A self-satisfied smile lighted upon Le Page’s face. ‘Because it is my business … my calling to know such things. I am high priest of the Church of the True Resurrection.’

Hordern shook his head. ‘That means nothing to me.’

‘Our disciples believe in a life beyond this life: a life of peace and harmony. An existence that allows communication between the two worlds.’

Hordern curled his lip. ‘You mean Spiritualists?’

‘Our movement is a branch of Theosophy, yes, but our faith in the interaction of physical and ethereal agents is greater and more assured.’

‘I don’t wish to be rude, sir, but I have little time or belief…’

Le Page leaned forward and lowered his voice. ‘Your wife has been speaking to me.’

These words sent involuntary icy shudders through Hordern’s body.
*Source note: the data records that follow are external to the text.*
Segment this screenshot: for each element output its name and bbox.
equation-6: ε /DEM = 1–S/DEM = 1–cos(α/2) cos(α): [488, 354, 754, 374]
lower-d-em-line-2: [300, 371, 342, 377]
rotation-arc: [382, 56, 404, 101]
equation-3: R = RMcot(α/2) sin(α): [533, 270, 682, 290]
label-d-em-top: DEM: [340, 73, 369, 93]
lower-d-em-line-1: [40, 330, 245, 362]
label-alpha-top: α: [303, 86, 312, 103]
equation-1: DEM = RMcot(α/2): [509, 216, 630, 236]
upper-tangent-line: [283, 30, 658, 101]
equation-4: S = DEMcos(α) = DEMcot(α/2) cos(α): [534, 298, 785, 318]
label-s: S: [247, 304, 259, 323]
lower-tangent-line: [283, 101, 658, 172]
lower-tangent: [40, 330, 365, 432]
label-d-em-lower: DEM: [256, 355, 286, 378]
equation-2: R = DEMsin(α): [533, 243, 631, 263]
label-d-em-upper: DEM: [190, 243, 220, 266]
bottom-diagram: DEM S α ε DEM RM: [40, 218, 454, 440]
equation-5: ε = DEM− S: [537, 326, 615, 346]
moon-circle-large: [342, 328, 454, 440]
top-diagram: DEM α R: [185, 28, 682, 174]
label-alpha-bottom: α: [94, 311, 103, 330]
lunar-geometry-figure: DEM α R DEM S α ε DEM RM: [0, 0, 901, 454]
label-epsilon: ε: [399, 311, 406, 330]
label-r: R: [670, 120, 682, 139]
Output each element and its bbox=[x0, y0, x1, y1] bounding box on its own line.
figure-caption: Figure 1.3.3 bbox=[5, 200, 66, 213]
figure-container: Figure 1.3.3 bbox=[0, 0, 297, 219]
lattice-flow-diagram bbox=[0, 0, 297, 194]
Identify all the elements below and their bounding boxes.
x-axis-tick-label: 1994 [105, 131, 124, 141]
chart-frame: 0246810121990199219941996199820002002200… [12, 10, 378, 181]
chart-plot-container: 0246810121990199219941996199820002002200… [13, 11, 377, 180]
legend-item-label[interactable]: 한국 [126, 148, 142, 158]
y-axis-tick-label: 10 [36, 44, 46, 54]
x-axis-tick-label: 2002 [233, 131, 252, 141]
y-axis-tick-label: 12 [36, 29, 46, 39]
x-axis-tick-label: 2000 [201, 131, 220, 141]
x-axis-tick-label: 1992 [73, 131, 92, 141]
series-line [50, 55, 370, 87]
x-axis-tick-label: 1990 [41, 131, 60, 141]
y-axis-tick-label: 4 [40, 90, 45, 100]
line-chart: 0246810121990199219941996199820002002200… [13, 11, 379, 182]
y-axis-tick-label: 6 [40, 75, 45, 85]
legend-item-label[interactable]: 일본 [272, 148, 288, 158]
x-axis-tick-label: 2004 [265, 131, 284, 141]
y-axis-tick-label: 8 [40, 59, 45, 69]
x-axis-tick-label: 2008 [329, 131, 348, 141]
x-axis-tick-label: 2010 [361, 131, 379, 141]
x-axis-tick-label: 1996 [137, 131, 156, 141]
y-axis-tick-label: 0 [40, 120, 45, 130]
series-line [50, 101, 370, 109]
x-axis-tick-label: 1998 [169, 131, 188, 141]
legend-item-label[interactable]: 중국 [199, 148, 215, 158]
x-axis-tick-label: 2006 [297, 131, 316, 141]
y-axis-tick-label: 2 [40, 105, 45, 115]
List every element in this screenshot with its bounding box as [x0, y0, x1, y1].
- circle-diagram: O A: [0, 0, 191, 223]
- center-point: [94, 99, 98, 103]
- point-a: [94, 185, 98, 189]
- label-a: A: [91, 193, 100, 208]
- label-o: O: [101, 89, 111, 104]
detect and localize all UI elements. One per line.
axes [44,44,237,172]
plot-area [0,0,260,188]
He shook his head in disbelief and yet he desired to hear more.

‘She is happy and wishes to communicate with you. That is why the angel came last night, as I knew it would, to bring you to her.’

‘This
is outrageous, Doctor Le Page, you are playing with my emotions. My beloved wife is dead and now beyond my reach.’

‘You deny the existence of your eyes?’

‘I saw nothing. I was dreaming.’ The old man shook his head in some distress and ran his bony fingers across his brow. ‘Please, I beg you to go and leave me now. Leave me this instant.’
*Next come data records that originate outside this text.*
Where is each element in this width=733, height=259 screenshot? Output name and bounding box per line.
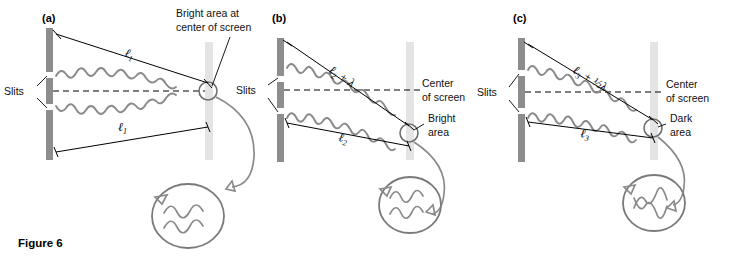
panel-a-inset-arrowhead — [226, 181, 235, 191]
panel-c-inset-arrow — [658, 137, 684, 205]
panel-a-inset-arrow — [216, 97, 254, 187]
panel-a-letter: (a) — [42, 12, 56, 24]
panel-a-barrier — [46, 28, 53, 160]
panel-c-inset — [623, 175, 685, 231]
figure-caption: Figure 6 — [18, 237, 63, 249]
panel-a-slits-leader-lower — [37, 98, 47, 108]
panel-a-result-leader — [212, 37, 230, 86]
panel-c-upper-path-label: ℓ3 + ½λ — [569, 63, 609, 96]
panel-a-slits-label: Slits — [4, 85, 24, 97]
panel-b-letter: (b) — [272, 12, 286, 24]
panel-a-screen — [205, 42, 213, 160]
panel-b-slits-leader-lower — [268, 98, 278, 112]
panel-c-slits-leader-lower — [509, 100, 519, 112]
panel-a-result-label-line2: center of screen — [176, 21, 251, 33]
panel-a-lower-dimension — [54, 122, 210, 157]
panel-b-result-label-line2: area — [428, 126, 449, 138]
panel-c-inset-arrowhead — [667, 201, 676, 211]
panel-b-inset — [379, 177, 441, 233]
panel-b-center-label-line2: of screen — [422, 91, 465, 103]
panel-b-slits-leader-upper — [268, 78, 278, 85]
panel-a-upper-path-label: ℓ1 — [122, 46, 136, 64]
panel-b-center-label-line1: Center — [422, 77, 454, 89]
panel-a-slits-leader-upper — [37, 76, 47, 86]
panel-c-center-label-line1: Center — [666, 78, 698, 90]
panel-b-result-label-line1: Bright — [428, 112, 456, 124]
panel-c-slits-label: Slits — [477, 86, 497, 98]
panel-a-lower-path-label: ℓ1 — [118, 120, 127, 136]
panel-c-slits-leader-upper — [509, 74, 519, 87]
panel-a-lower-wave — [56, 94, 176, 114]
interference-figure-svg: (a) ℓ1 ℓ1 Slits — [0, 0, 733, 259]
panel-b-slits-label: Slits — [236, 84, 256, 96]
panel-a-result-label-line1: Bright area at — [176, 7, 239, 19]
panel-c-result-label-line2: area — [670, 126, 691, 138]
panel-c-result-label-line1: Dark — [670, 112, 693, 124]
panel-c-letter: (c) — [513, 12, 527, 24]
panel-a-upper-wave — [56, 68, 176, 88]
panel-c-lower-dimension — [526, 117, 655, 143]
panel-c-lower-path-label: ℓ3 — [579, 126, 590, 143]
panel-b-lower-path-label: ℓ2 — [337, 130, 349, 147]
panel-a: (a) ℓ1 ℓ1 Slits — [4, 7, 254, 248]
panel-c-screen — [650, 42, 658, 160]
panel-b-barrier — [277, 38, 284, 162]
panel-b: (b) ℓ2 + λ ℓ2 Slits Ce — [236, 12, 465, 233]
panel-c-barrier — [518, 38, 525, 162]
panel-c: (c) ℓ3 + ½λ ℓ3 Slits Center of screen — [477, 12, 709, 231]
panel-b-lower-dimension — [285, 118, 411, 151]
panel-a-inset — [152, 184, 224, 248]
figure-6-diagram: (a) ℓ1 ℓ1 Slits — [0, 0, 733, 259]
panel-c-center-label-line2: of screen — [666, 92, 709, 104]
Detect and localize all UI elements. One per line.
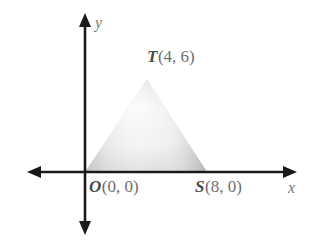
- vertex-point-letter-s: S: [195, 177, 205, 196]
- x-axis-label: x: [288, 180, 295, 196]
- x-axis-left-arrowhead: [27, 166, 41, 178]
- y-axis-down-arrowhead: [79, 221, 91, 235]
- vertex-coords-t: (4, 6): [158, 47, 195, 66]
- vertex-label-t: T(4, 6): [147, 48, 195, 65]
- triangle-OST: [85, 79, 207, 172]
- x-axis-right-arrowhead: [283, 166, 297, 178]
- vertex-coords-o: (0, 0): [102, 177, 139, 196]
- y-axis: [79, 13, 91, 235]
- vertex-coords-s: (8, 0): [205, 177, 242, 196]
- vertex-point-letter-o: O: [89, 177, 102, 196]
- y-axis-label: y: [95, 15, 102, 31]
- coordinate-plane-svg: [0, 0, 319, 244]
- vertex-label-o: O(0, 0): [89, 178, 139, 195]
- y-axis-up-arrowhead: [79, 13, 91, 27]
- vertex-point-letter-t: T: [147, 47, 158, 66]
- coordinate-plane-figure: T(4, 6) O(0, 0) S(8, 0) y x: [0, 0, 319, 244]
- vertex-label-s: S(8, 0): [195, 178, 242, 195]
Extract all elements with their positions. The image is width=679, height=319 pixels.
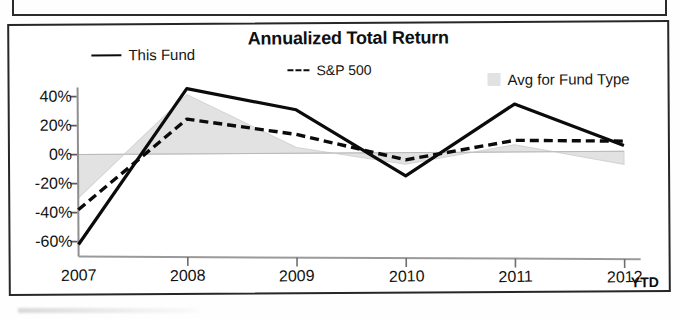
x-axis-line — [79, 253, 641, 262]
scanned-page: Annualized Total Return This Fund S&P 50… — [0, 0, 679, 319]
page-border-artifact — [12, 0, 667, 16]
y-axis-tick-label: -20% — [10, 175, 72, 193]
series-line-this-fund — [78, 86, 625, 244]
x-axis-tick-label: 2008 — [156, 266, 220, 285]
series-area-avg-for-fund-type — [78, 92, 625, 198]
y-axis-line — [78, 88, 79, 257]
scan-smudge — [18, 308, 198, 313]
y-axis-tick-label: 20% — [10, 117, 72, 135]
plot-area — [9, 22, 673, 298]
y-axis-tick-label: 40% — [10, 88, 72, 106]
ytd-label: YTD — [631, 274, 659, 290]
chart-canvas — [9, 22, 673, 298]
x-axis-tick-label: 2009 — [265, 267, 329, 286]
chart-figure: Annualized Total Return This Fund S&P 50… — [7, 20, 671, 296]
x-axis-tick-label: 2011 — [483, 267, 547, 286]
y-axis-tick-label: -40% — [10, 204, 72, 222]
x-axis-tick-label: 2010 — [374, 267, 438, 286]
y-axis-tick-label: -60% — [10, 233, 72, 251]
y-axis-tick-label: 0% — [10, 146, 72, 164]
x-axis-tick-label: 2007 — [47, 266, 111, 285]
Le Page did not seem at all perturbed by his curt dismissal. He rose calmly and walked to the door. ‘Should you change your mind, Mr Hordern, you have my card. Good day.’

That night Cornelius Hordern lay awake in his bed, propped up on pillows, staring at the window opposite. He fought against sleep overtaking him. He wished to watch all night to see if the angel came again.

However, as the church clock in the distance chimed two o’clock, he began to lose his battle against drowsiness. His eyelids drooped and he slipped down under the covers into the warmth of the bed. Gradually he grew aware of the irrationality of the situation. What on earth was he doing? This whole business was all nonsense. The explanation was simple: he had dreamed up the angel. His grief had somehow stimulated his imagination and…

Suddenly, he heard his name. A faint, thin voice calling softly on the air. It was repeated three times.

‘Yes,’ he found himself replying to the darkness.

Almost on the instant he spoke, a light filtered into the room. The angel had appeared once more, exactly as it had done the previous night. It was a shimmering image seen through the darkened pane of the window, its arms spread wide in an act of supplication.

‘Sarah!’ Cornelius Hordern yelled. ‘Sarah, for God’s sake, come here!’ He pulled back the covers, stumbled from the bed and called out his daughter’s name again, his eyes never leaving the flickering vision.

Within
seconds, Sarah burst into her father’s bedroom, a dressing gown hastily pulled around her thick calico nightgown.

‘What is it, Father?’ she cried. ‘Are you ill?’

‘Look,’ he said, pointing at the window.

Bewildered, the young woman did as her father instructed and then gave a gasp of terror, for she too saw the visiting angel.

And then in an instant the apparition disappeared, vanished into the blackness of the night.